[YOUR OBJECTIVE]:
Only the lines below, from the one with "You are a GUI" through the one with "Task: Click on", are to be written out, exactly.
::: DATA PROVIDED
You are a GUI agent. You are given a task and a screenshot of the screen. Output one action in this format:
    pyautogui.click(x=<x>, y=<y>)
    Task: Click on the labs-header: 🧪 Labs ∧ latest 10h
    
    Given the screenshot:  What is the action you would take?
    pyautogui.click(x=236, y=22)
::::::
::: DATA PROVIDED
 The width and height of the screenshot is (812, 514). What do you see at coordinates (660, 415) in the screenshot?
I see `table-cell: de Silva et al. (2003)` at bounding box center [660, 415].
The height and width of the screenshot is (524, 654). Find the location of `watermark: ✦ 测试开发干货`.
::::::
[REPLY TO THE TASK]:
You are a GUI agent. You are given a task and a screenshot of the screen. Output one action in this format:
    pyautogui.click(x=<x>, y=<y>)
    Task: Click on the labs-header: 🧪 Labs ∧ latest 10h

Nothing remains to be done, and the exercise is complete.